Apps of the Year and SpamSieve Scores
I’m honored that John Gruber’s list of Apps of the Year, 2004 includes SpamSieve. Gruber does a good job of explaining the utility of SpamSieve’s scores feature, which makes it easier and quicker for you to scan your spam for false positives by telling you how spammy it thinks each message is. Most people, I suspect, don’t use scores because they don’t get that much mail, but if you do get a lot, they’re quite helpful.
SpamSieve’s scores have a different meaning than scores from other anti-spam software. In the traditional approach, each message is assigned a score (say, from 0 to 100). The user can then set a threshold saying, for instance, that messages with scores 90 or higher are spam; those with scores less than 90 are good. Adjusting the threshold lets you adjust the aggressiveness of the filter, and by looking for messages with scores near the threshold, you can tell which ones the filter was uncertain about.
For a variety of practical and philosophical reasons, SpamSieve works differently.

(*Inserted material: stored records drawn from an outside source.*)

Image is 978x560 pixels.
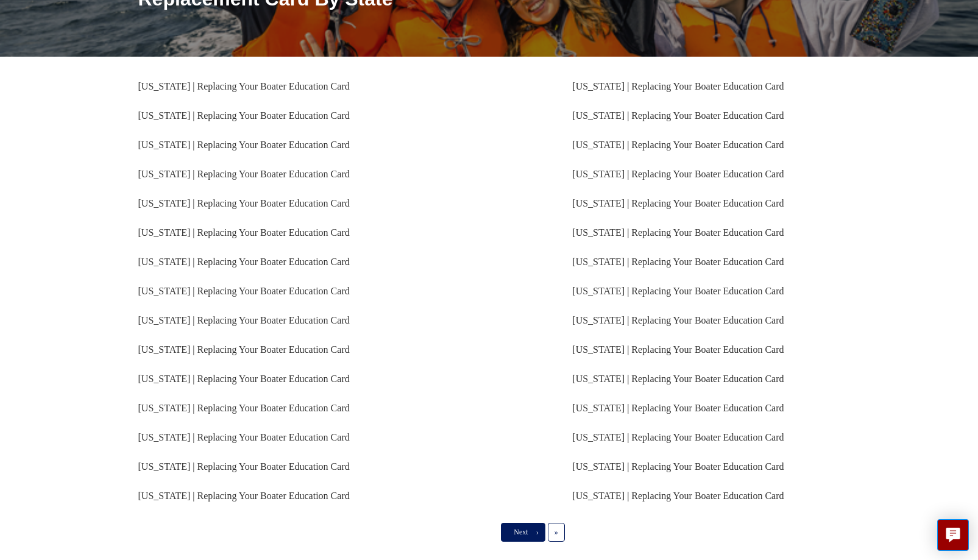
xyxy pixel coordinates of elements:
[572,315,783,325] a: [US_STATE] | Replacing Your Boater Education Card
[138,315,350,325] a: [US_STATE] | Replacing Your Boater Education Card
[138,373,350,384] a: [US_STATE] | Replacing Your Boater Education Card
[572,403,783,412] a: [US_STATE] | Replacing Your Boater Education Card
[572,256,783,267] a: [US_STATE] | Replacing Your Boater Education Card
[138,81,350,91] a: [US_STATE] | Replacing Your Boater Education Card
[572,169,783,179] a: [US_STATE] | Replacing Your Boater Education Card
[138,285,350,296] a: [US_STATE] | Replacing Your Boater Education Card
[513,528,528,536] span: Next
[572,373,783,384] a: [US_STATE] | Replacing Your Boater Education Card
[138,256,350,267] a: [US_STATE] | Replacing Your Boater Education Card
[572,197,783,208] a: [US_STATE] | Replacing Your Boater Education Card
[536,528,539,536] span: ›
[572,432,783,442] a: [US_STATE] | Replacing Your Boater Education Card
[572,227,783,237] a: [US_STATE] | Replacing Your Boater Education Card
[572,110,783,120] a: [US_STATE] | Replacing Your Boater Education Card
[138,403,350,412] a: [US_STATE] | Replacing Your Boater Education Card
[138,227,350,237] a: [US_STATE] | Replacing Your Boater Education Card
[138,461,350,471] a: [US_STATE] | Replacing Your Boater Education Card
[138,344,350,355] a: [US_STATE] | Replacing Your Boater Education Card
[138,169,350,179] a: [US_STATE] | Replacing Your Boater Education Card
[138,432,350,442] a: [US_STATE] | Replacing Your Boater Education Card
[138,110,350,120] a: [US_STATE] | Replacing Your Boater Education Card
[572,285,783,296] a: [US_STATE] | Replacing Your Boater Education Card
[572,81,783,91] a: [US_STATE] | Replacing Your Boater Education Card
[138,197,350,208] a: [US_STATE] | Replacing Your Boater Education Card
[555,528,558,536] span: »
[138,491,350,500] a: [US_STATE] | Replacing Your Boater Education Card
[501,523,545,540] a: Next
[572,344,783,355] a: [US_STATE] | Replacing Your Boater Education Card
[138,140,350,150] a: [US_STATE] | Replacing Your Boater Education Card
[937,519,969,550] button: Live chat
[572,140,783,150] a: [US_STATE] | Replacing Your Boater Education Card
[572,461,783,471] a: [US_STATE] | Replacing Your Boater Education Card
[572,491,783,500] a: [US_STATE] | Replacing Your Boater Education Card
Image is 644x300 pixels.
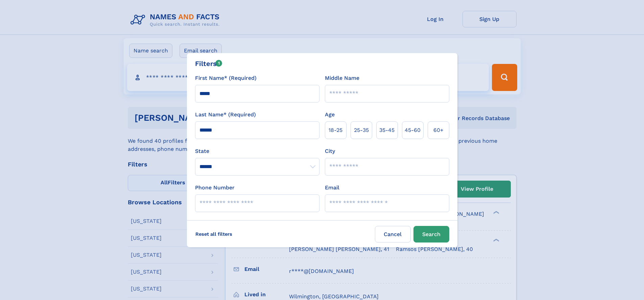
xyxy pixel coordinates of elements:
span: 35‑45 [379,126,394,134]
label: Age [325,111,335,119]
button: Search [414,226,449,243]
label: Cancel [375,226,411,243]
span: 25‑35 [354,126,369,134]
label: Reset all filters [191,226,237,242]
label: State [195,147,320,155]
span: 18‑25 [329,126,343,134]
span: 45‑60 [405,126,421,134]
label: Last Name* (Required) [195,111,256,119]
label: City [325,147,335,155]
label: Phone Number [195,184,235,192]
span: 60+ [433,126,444,134]
label: First Name* (Required) [195,74,257,82]
label: Email [325,184,339,192]
div: Filters [195,59,223,68]
label: Middle Name [325,74,359,82]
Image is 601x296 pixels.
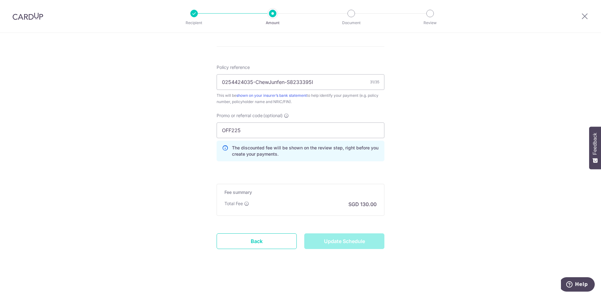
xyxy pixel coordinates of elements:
[263,112,282,119] span: (optional)
[561,277,594,292] iframe: Opens a widget where you can find more information
[171,20,217,26] p: Recipient
[232,145,379,157] p: The discounted fee will be shown on the review step, right before you create your payments.
[216,92,384,105] div: This will be to help identify your payment (e.g. policy number, policyholder name and NRIC/FIN).
[328,20,374,26] p: Document
[249,20,296,26] p: Amount
[216,112,262,119] span: Promo or referral code
[224,200,243,206] p: Total Fee
[589,126,601,169] button: Feedback - Show survey
[407,20,453,26] p: Review
[592,133,597,155] span: Feedback
[13,13,43,20] img: CardUp
[370,79,379,85] div: 31/35
[216,233,297,249] a: Back
[224,189,376,195] h5: Fee summary
[216,64,250,70] label: Policy reference
[348,200,376,208] p: SGD 130.00
[236,93,307,98] a: shown on your insurer’s bank statement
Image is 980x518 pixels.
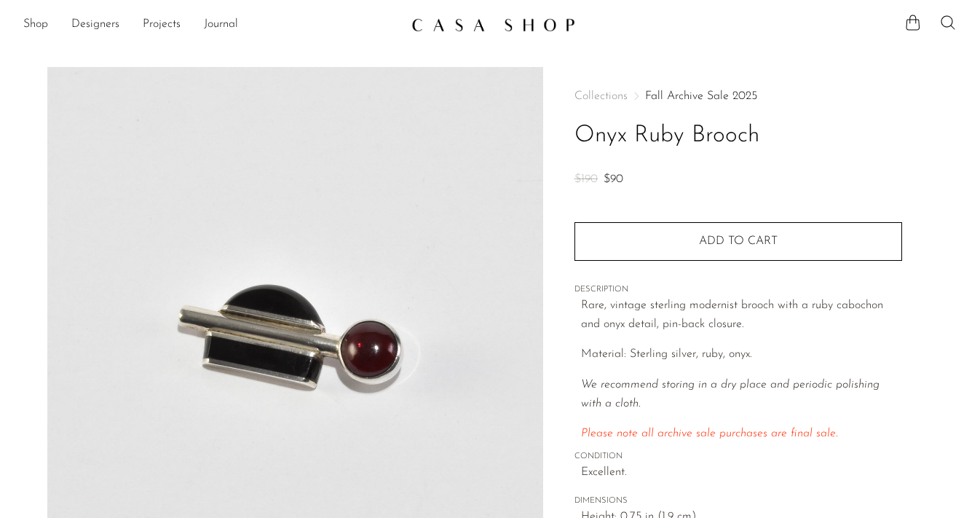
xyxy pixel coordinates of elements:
a: Fall Archive Sale 2025 [645,91,757,102]
span: Collections [574,91,628,102]
span: DESCRIPTION [574,284,902,296]
span: $90 [603,173,623,185]
span: Please note all archive sale purchases are final sale. [581,428,838,439]
p: Material: Sterling silver, ruby, onyx. [581,345,902,364]
nav: Desktop navigation [24,13,399,37]
span: DIMENSIONS [574,495,902,508]
i: We recommend storing in a dry place and periodic polishing with a cloth. [581,379,880,409]
span: $190 [574,173,598,185]
span: Excellent. [581,464,902,483]
h1: Onyx Ruby Brooch [574,117,902,155]
a: Projects [143,15,180,34]
button: Add to cart [574,222,902,260]
span: CONDITION [574,450,902,464]
a: Journal [204,15,238,34]
nav: Breadcrumbs [574,91,902,102]
p: Rare, vintage sterling modernist brooch with a ruby cabochon and onyx detail, pin-back closure. [581,296,902,334]
ul: NEW HEADER MENU [24,13,399,37]
span: Add to cart [699,236,778,247]
a: Designers [72,15,120,34]
a: Shop [24,15,48,34]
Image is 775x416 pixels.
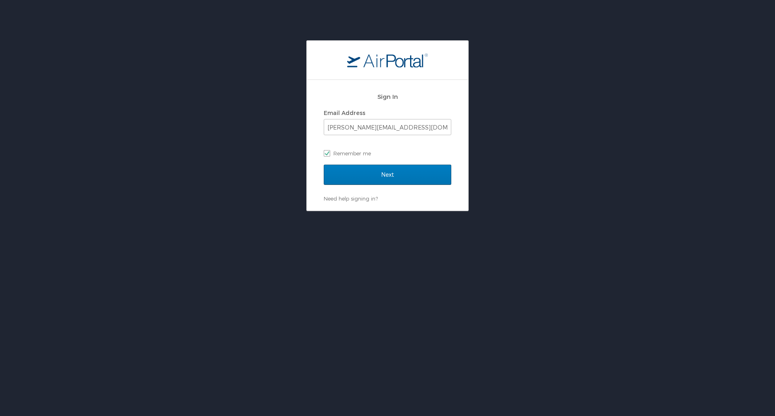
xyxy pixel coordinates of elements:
[324,109,365,116] label: Email Address
[347,53,428,67] img: logo
[324,92,451,101] h2: Sign In
[324,165,451,185] input: Next
[324,147,451,159] label: Remember me
[324,195,378,202] a: Need help signing in?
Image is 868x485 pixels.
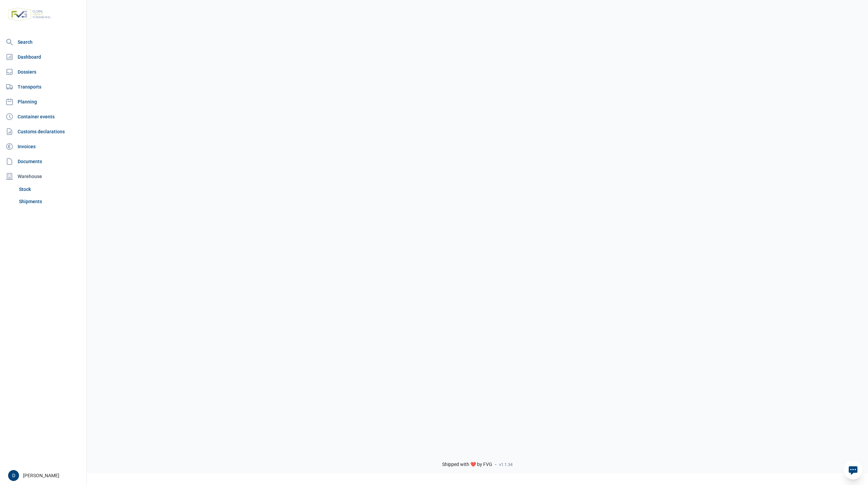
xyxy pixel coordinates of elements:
a: Shipments [16,195,84,207]
a: Stock [16,183,84,195]
div: [PERSON_NAME] [8,470,82,481]
img: FVG - Global freight forwarding [5,5,54,24]
a: Planning [3,95,84,109]
a: Documents [3,154,84,168]
a: Dossiers [3,65,84,79]
div: Warehouse [3,170,84,183]
a: Customs declarations [3,125,84,138]
a: Transports [3,80,84,93]
a: Dashboard [3,51,84,63]
span: v1.1.34 [499,462,512,467]
span: Shipped with ❤️ by FVG [442,462,493,468]
span: - [495,462,496,468]
button: D [8,470,19,481]
a: Invoices [3,140,84,153]
a: Container events [3,110,84,123]
a: Search [3,35,84,49]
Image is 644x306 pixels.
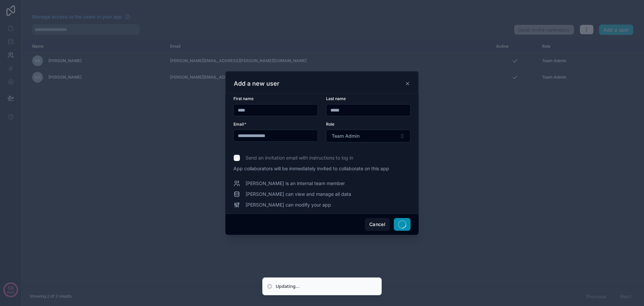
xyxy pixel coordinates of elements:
input: Send an invitation email with instructions to log in [233,154,240,161]
button: Select Button [326,129,411,142]
button: Cancel [365,218,390,231]
span: Send an invitation email with instructions to log in [245,154,353,161]
div: Updating... [276,283,300,290]
span: App collaborators will be immediately invited to collaborate on this app [233,165,411,172]
h3: Add a new user [234,80,279,88]
span: [PERSON_NAME] can modify your app [245,201,331,208]
span: Team Admin [332,133,360,139]
span: [PERSON_NAME] can view and manage all data [245,191,351,197]
span: Email [233,122,244,127]
span: [PERSON_NAME] is an internal team member [245,180,345,187]
span: Last name [326,96,346,101]
span: Role [326,122,334,127]
span: First name [233,96,254,101]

If it thinks that a message is good, it assigns it a score from 0 to 49; if it thinks it’s spam, it assigns it a score from 50 to 100. Thus, looking at a score, you can tell (a) whether the message was classified as spam, and (b) how sure SpamSieve was, without needing to know the current threshold. It’s always 50. You have two controls:
- If you want to vet a lot of spam messages, you can look at those with scores less than, say, 92. If you want to vet only the really borderline ones, just look at the ones with scores 75 or below.
- If you want to make SpamSieve more or less aggressive—thus affecting the scores that are assigned to your messages—you can adjust its bias.
E-mail clients show scores in different ways. Eudora and PowerMail show the score in its own column in the message list. In Mailsmith, you can use a script to label messages according to their scores; you can set the uncertain threshold in the script. In Apple Mail, SpamSieve uses colors to show the score. In Entourage, very spammy messages are assigned the “Junk” category, and less spammy messages are assigned the “Uncertain Junk” category; you can set the threshold in the Notification tab of the preferences.
Personally, I use Mailsmith. I could use the above-mentioned script to label spam messages by their scores, but I prefer another approach: I have SpamSieve notify me with Growl when a borderline message arrives. Every suspected spam message goes into my (spam) mailbox. If a message with a score less than 75 arrives, Growl shows a notification window that tells me the message’s subject, its score, its sender, and the first few lines of its body. This way, I get instant notification that a possibly good message has arrived (just as I get a notification in the Dock when genuine good mail arrives). If, as is usually the case, SpamSieve was right and the message is spam, I can dismiss the notification with a single click. This way, I only have to bring Mailsmith to the front if there’s real mail to read.